The Knockturnal: So from China Beach to The Code, which is coming out early next year, you’ve played a number of service people and first responders and all sorts of people who are fighting for our country. What attracts you to those kinds of roles?
Dana Delany: Well, I learned when I was doing China Beach from the women who had been nurses in Vietnam that they really were so selfless, and I never really believed that before. As an actor, you’re taught to look for people’s personal motivation, and they didn’t have any. They were there for the boys. And it really was about serving for other people. And I think that’s beautiful. It’s something I aspire to.
The Knockturnal: And with The Code coming soon, can you tell us a little about your character in that?
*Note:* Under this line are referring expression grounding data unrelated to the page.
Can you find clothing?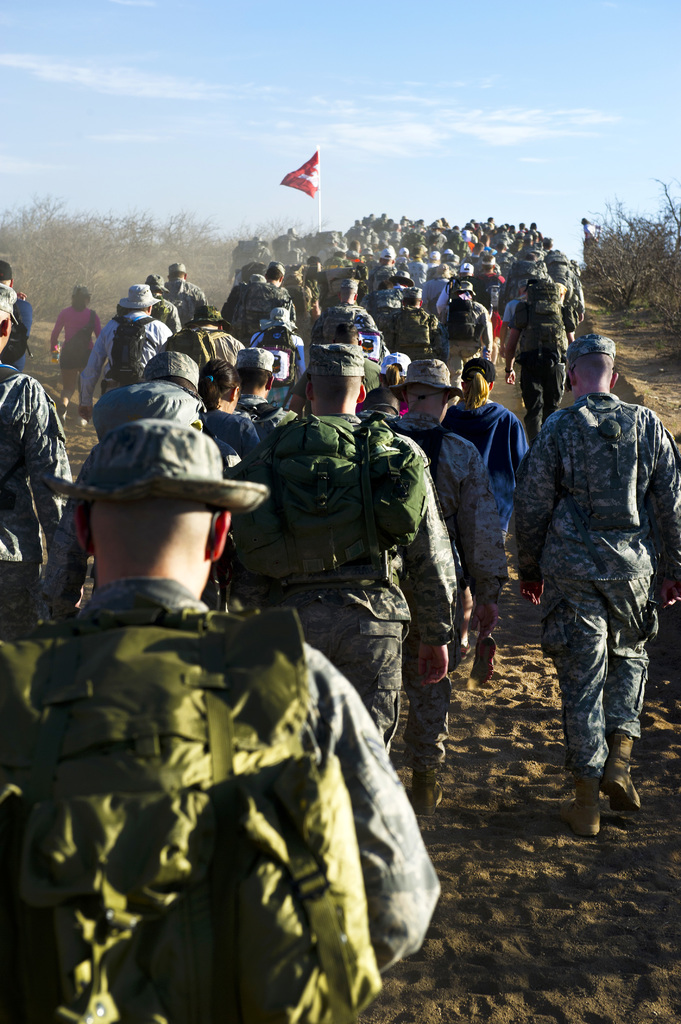
Yes, bounding box: left=0, top=366, right=77, bottom=607.
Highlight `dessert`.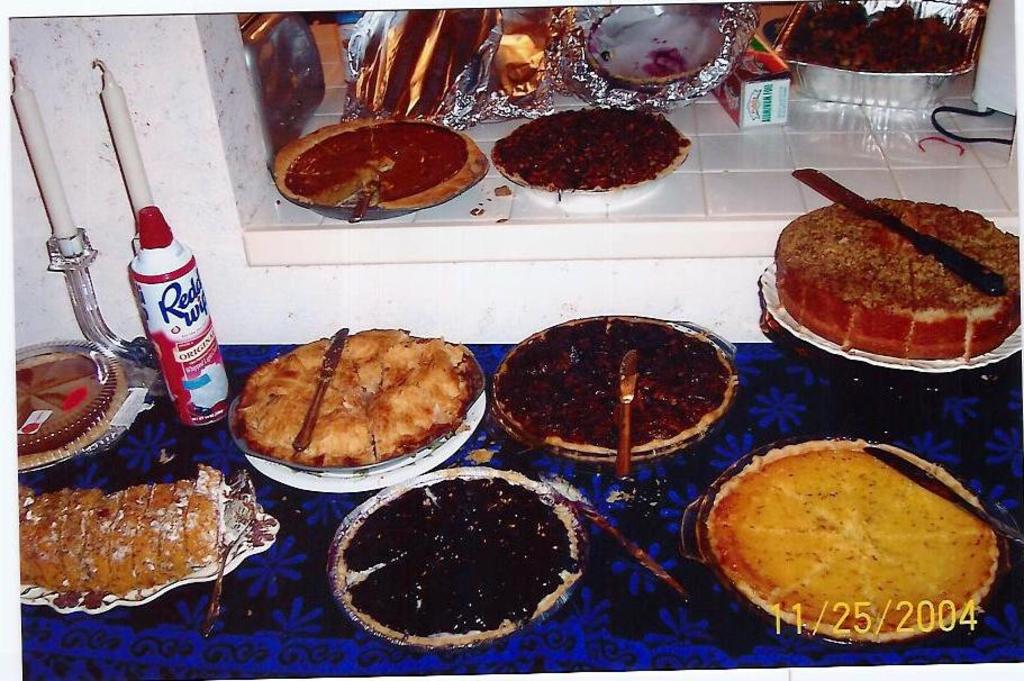
Highlighted region: 337, 473, 583, 659.
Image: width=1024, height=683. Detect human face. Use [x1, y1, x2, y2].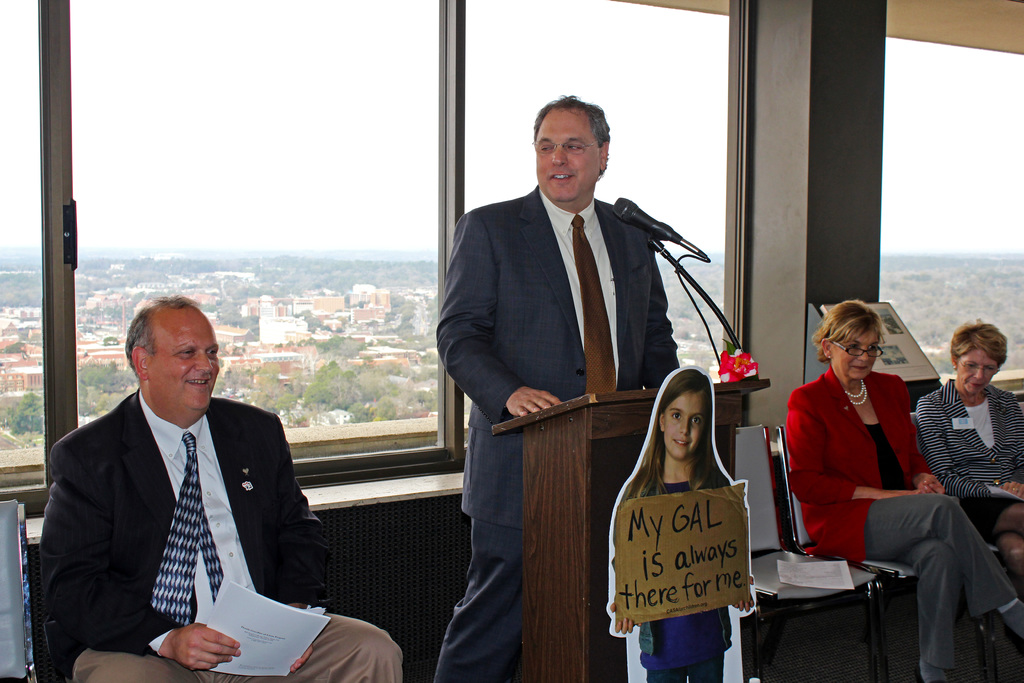
[149, 317, 219, 411].
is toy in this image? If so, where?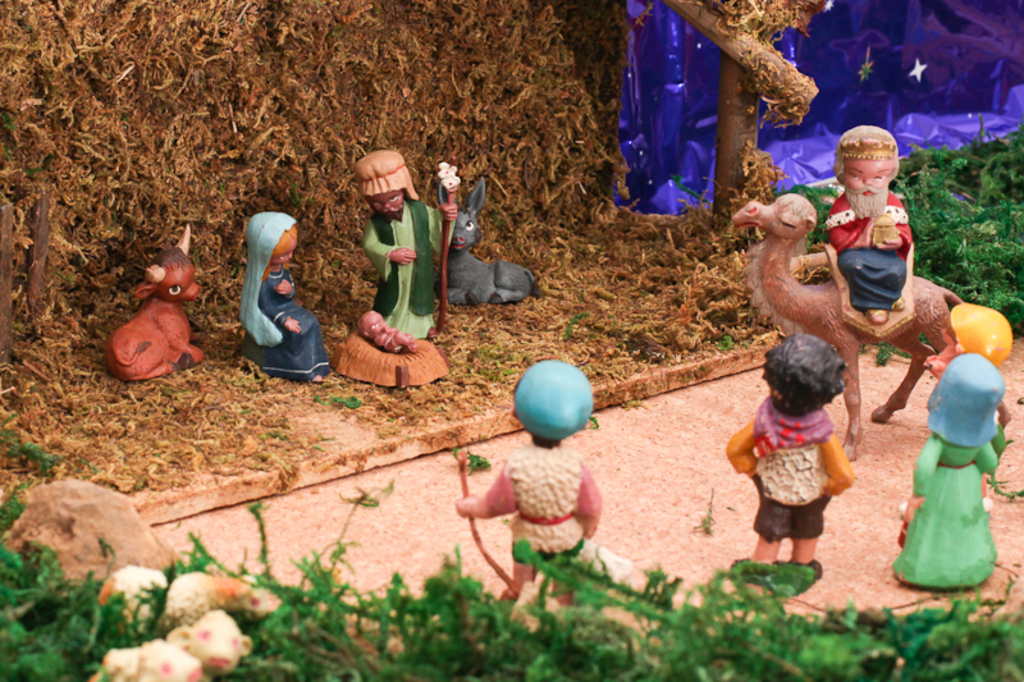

Dana Delany: Well now I’m the boss, playing Colonel Glenn Turnbull and it’s the judge advocate corps, and she’s a Marine and she’s in charge. And it’s fun, it’s really fun. We’re dealing with legal stuff, and we’re dealing with stuff that’s happening overseas because in the military you have different bases all over the world. So it’s also a global show.
BOB WOODRUFF
The Knockturnal: You’re being honored today at Variety’s Salute to Service. What does “service” mean to you?
Bob Woodruff: Service can take on many different forms, be it serving your family and your children and sending them off to college, but also serving those veterans who go off to wars. This is the [100th] anniversary of Veteran’s Day after World War I in 1918, so the hope was that Armistice Day would somehow end the wars, that after that war it would never happen again, but look, they’re still going on. So we just have to make sure that those who serve get acknowledged and get the honor that they deserve, and hope that they can be brought back to the way their lives were before
The Knockturnal: You founded the Bob Woodruff Foundation, and I know that that works with a number of charities and other organizations that help veterans and servicemembers. What have you learned most from working with so many of these people?
Bob Woodruff: I think that everybody wants to do something for the veterans. I mean, this is so far away from the political battles that are happening in our country where you’re split so far to the left or so far to the right. In terms of doing something for the veterans, everybody wants to do it. And our role really is to find the best organizations out there so that people, when they want to do something, they find the best ways to do it. That’s really our job, to vet those to help the vets.